By admin , 29 April 2026

What is an atomic commit?

An atomic commit captures exactly one logical change. It compiles, passes its own tests, and can be reverted in isolation without breaking anything else. Atomic commits make code review pleasant, git bisect precise, and git revert safe.

The smell test

If you find yourself writing a commit message with the word "and" - "Add login and fix typo and refactor helper" - you are looking at three commits crammed into one. Split them.

Staging selectively with git add -p

The -p (patch) flag walks you through each hunk in your working tree and asks whether to stage it. This is the single best tool for crafting atomic commits after the fact.

git add -p src/checkout.js
# y - stage this hunk
# n - skip this hunk
# s - split into smaller hunks
# e - manually edit the hunk

A worked example

Suppose you fixed a bug in checkout.js, added a test, and noticed a typo in README.md along the way. Three atomic commits beat one mixed commit:

git add src/checkout.js
git commit -m "Fix off-by-one in cart total calculation"

git add tests/checkout.test.js
git commit -m "Add regression test for cart total bug"

git add README.md
git commit -m "Fix typo in installation section"

Splitting commits you already made

Used git rebase -i to revisit a sloppy commit:

git rebase -i HEAD~3
# Mark the messy commit as 'edit'
# When rebase pauses:
git reset HEAD^
git add -p
git commit -m "First atomic piece"
git add -p
git commit -m "Second atomic piece"
git rebase --continue

Combining accidental over-splitting

The opposite problem - too many tiny commits - is solved with squash. During interactive rebase, mark commits as squash or fixup to fold them into the previous commit.

Keep tests with their code

An often-debated point: should the test for a feature live in the same commit as the feature, or a separate commit? The pragmatic answer is "same commit." That way git bisect never lands on a commit where the feature exists but its tests do not, which would create false negatives.

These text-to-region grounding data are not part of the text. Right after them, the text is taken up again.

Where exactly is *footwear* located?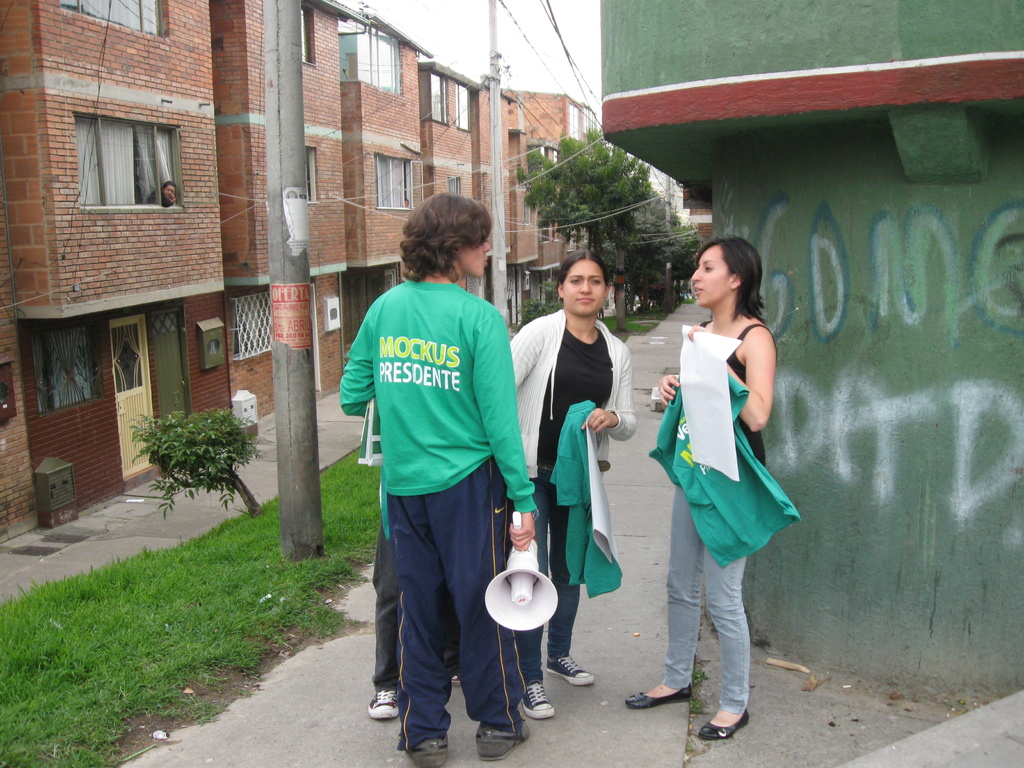
Its bounding box is <box>402,723,451,767</box>.
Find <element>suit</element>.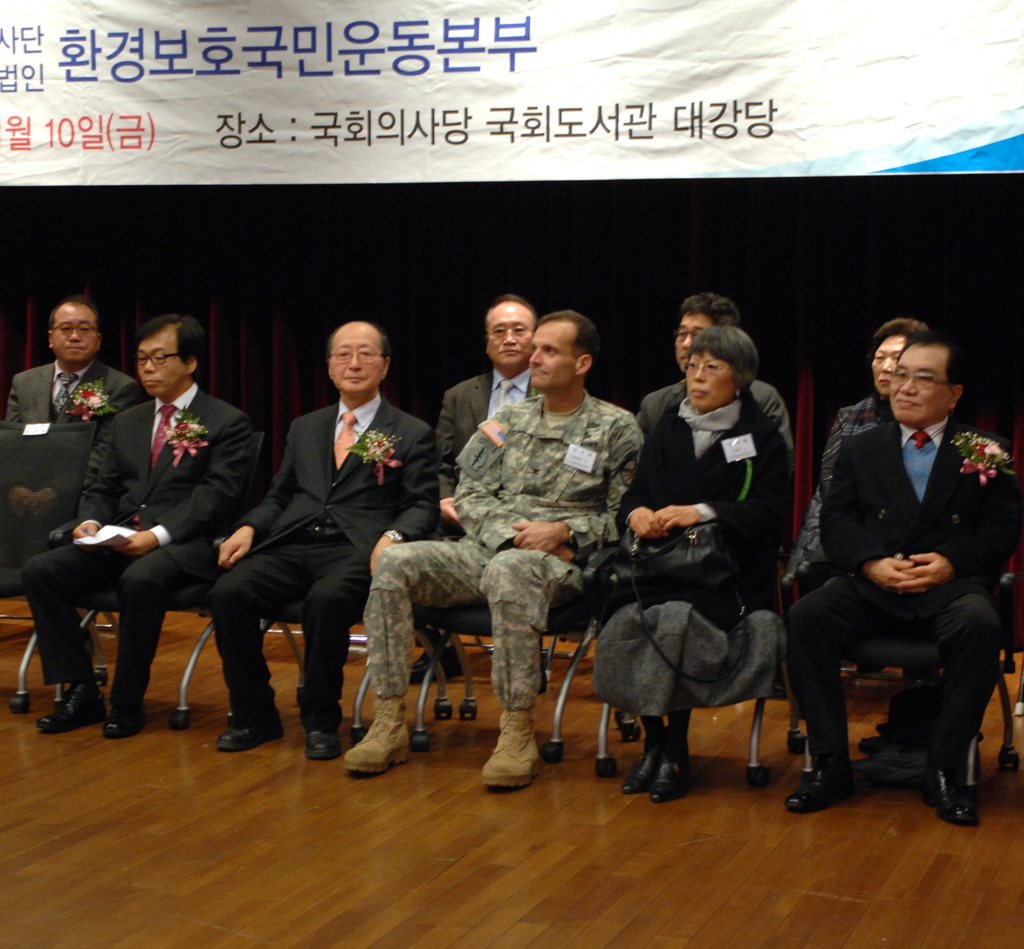
(435, 370, 537, 490).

Atomic commits and code review

When you open a pull request with five atomic commits instead of one giant one, GitHub and GitLab let reviewers walk commit-by-commit. The reviewer reads each commit as a self-contained story, and the review becomes a conversation about decisions rather than a hunt through tangled hunks.

Atomic commits and bisect

Atomic commits make git bisect precise. If a regression is introduced, bisect lands on the exact commit responsible. If commits mix concerns, bisect points to a hundred-line commit and you still have to dig.

git bisect start
git bisect bad HEAD
git bisect good v2.4.0

The discipline of atomic commits compounds. After a year, your project's history becomes a readable narrative instead of a swamp.